After Wren was born we had three wonderful hours with her, until she took a turn for the worse. The NICU doctor, at her birth hospital, met with us after taking a look at her lung x-ray. He told us by looking at the x-ray, he thought she had some fluid in her lungs caused by being born so fast. He told us they would take her to the NICU, put her under an oxygen hood, monitor her breathing and hopefully get us all home together, two days later. We followed Wren and the nurses as the took her down the hall and across the hospital to the NICU. We then met the nurses that would be taking care of her that evening and watched as they stuck monitors to her and drew blood from her, put her under the oxygen hood and under the bili light.
Before Wren was born, we had asked for no hospital visitors the first day, and for my parents to keep Ephraim (our 4.5 yr old) until we asked them to come, later in the day. Ephraim had the best day with my parents. They made him feel so special, and made Wren's birthday, Big Brother Day for him.
You can imagine his confusion when he finally got to the hospital, to find me in a bed empty handed.
I will never forget him asking over and over... " Mommy where is baby Wren?" "Why is baby Wren not here" "I want to see baby Wren, I want to see her RIGHT NOW!!".
We all tried to explain it to him the best we could. NICU visitors at our birth hospital had to be over 12 years old, so for the next three days Ephraim wasn't able to meet his sweet sister.
Day One was all a blur.
I remember crying, pumping milk to take to Wren, more crying, going down the longggggg hall to see her multiple times and the strangest sleep I have ever experienced, that night.
The NICU nurses told us that if there were any changes through the night they would call us. When we didn't receive a phone call over night I expected to greet a baby who was doing much better.
That wasn't the case..
When we arrived to see Wren on Day Two, she was still under the oxygen hood, but was requiring a much higher oxygen rate than before, her blood gasses were not good and her sats were extremely unstable. The doctor met us and told us that he would be giving her a surfactant treatment that day. He seemed to think the problem was that there just wasn't enough surfactant (Surfactant, a naturally produced substance, is a kind of foamy, fatty liquid that acts like grease within the lungs. Without it, the air sacs open but have difficulty remaining open because they stick together. Surfactant allows the sacs to remain open.) in her lungs, and this replacement therapy would help her condition immensely. She would be given three doses of the artificial surfactant throughout Day Two and we were told that IF it worked she would be much improved by Day Three.

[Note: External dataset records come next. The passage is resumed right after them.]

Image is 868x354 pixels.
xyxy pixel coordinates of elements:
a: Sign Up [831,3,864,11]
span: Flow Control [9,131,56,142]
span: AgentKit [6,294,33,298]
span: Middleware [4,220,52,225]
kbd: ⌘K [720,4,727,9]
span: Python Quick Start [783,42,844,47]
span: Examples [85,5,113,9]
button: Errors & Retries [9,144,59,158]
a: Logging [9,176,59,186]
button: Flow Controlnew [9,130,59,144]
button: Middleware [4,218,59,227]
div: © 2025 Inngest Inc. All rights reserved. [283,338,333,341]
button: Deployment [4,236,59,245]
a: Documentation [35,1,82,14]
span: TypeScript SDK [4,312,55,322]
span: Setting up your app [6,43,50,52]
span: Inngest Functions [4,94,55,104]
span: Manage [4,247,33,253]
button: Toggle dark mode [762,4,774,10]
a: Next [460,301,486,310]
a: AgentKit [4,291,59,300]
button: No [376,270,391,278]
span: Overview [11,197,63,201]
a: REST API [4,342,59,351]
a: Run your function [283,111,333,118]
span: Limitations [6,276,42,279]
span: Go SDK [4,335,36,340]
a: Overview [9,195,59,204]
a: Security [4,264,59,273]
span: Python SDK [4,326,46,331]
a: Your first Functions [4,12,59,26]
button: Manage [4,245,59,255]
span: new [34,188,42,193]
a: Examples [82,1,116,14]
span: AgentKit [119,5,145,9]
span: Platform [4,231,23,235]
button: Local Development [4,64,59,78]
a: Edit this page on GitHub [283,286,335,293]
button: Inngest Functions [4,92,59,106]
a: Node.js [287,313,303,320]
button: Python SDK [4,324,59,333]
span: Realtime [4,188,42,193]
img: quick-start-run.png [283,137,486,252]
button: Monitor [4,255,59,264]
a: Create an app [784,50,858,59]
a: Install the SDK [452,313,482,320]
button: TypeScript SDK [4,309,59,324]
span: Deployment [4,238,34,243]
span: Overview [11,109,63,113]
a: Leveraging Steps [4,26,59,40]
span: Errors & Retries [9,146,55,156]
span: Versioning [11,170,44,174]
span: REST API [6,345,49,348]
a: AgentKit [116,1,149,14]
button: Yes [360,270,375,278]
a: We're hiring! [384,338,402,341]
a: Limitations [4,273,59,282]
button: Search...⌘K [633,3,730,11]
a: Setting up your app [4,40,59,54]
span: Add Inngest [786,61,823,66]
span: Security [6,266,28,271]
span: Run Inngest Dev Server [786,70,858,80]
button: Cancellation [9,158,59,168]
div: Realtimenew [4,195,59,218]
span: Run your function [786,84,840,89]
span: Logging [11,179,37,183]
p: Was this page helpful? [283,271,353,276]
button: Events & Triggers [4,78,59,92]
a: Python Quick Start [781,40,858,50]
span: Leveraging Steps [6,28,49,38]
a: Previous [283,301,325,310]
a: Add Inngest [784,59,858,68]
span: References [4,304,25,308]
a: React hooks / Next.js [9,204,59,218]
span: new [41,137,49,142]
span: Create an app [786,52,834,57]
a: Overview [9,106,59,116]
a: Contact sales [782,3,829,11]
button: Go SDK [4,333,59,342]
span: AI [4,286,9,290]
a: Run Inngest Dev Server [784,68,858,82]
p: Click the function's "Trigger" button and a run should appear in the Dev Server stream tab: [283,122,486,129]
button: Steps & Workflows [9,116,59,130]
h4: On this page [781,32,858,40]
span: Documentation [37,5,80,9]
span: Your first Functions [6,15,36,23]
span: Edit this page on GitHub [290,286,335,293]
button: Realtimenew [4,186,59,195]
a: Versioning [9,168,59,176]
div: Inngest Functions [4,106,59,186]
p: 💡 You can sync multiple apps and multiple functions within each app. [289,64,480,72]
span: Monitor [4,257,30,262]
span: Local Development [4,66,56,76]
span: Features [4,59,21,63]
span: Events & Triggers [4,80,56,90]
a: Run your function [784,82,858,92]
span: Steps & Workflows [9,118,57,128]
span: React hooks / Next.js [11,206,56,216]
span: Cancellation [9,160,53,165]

There isn't a lot I remember from Day Two, aside from sitting bedside looking at Wren, but not being allowed to touch her. I remember wanting to talk to her, but not really knowing what to say. It was an awkward situation with the nurses literally breathing down your back, in our tiny cubical, of a room. I wanted so bad to speak life to her, to pray for her harder than I have ever prayed before.
but I didn't...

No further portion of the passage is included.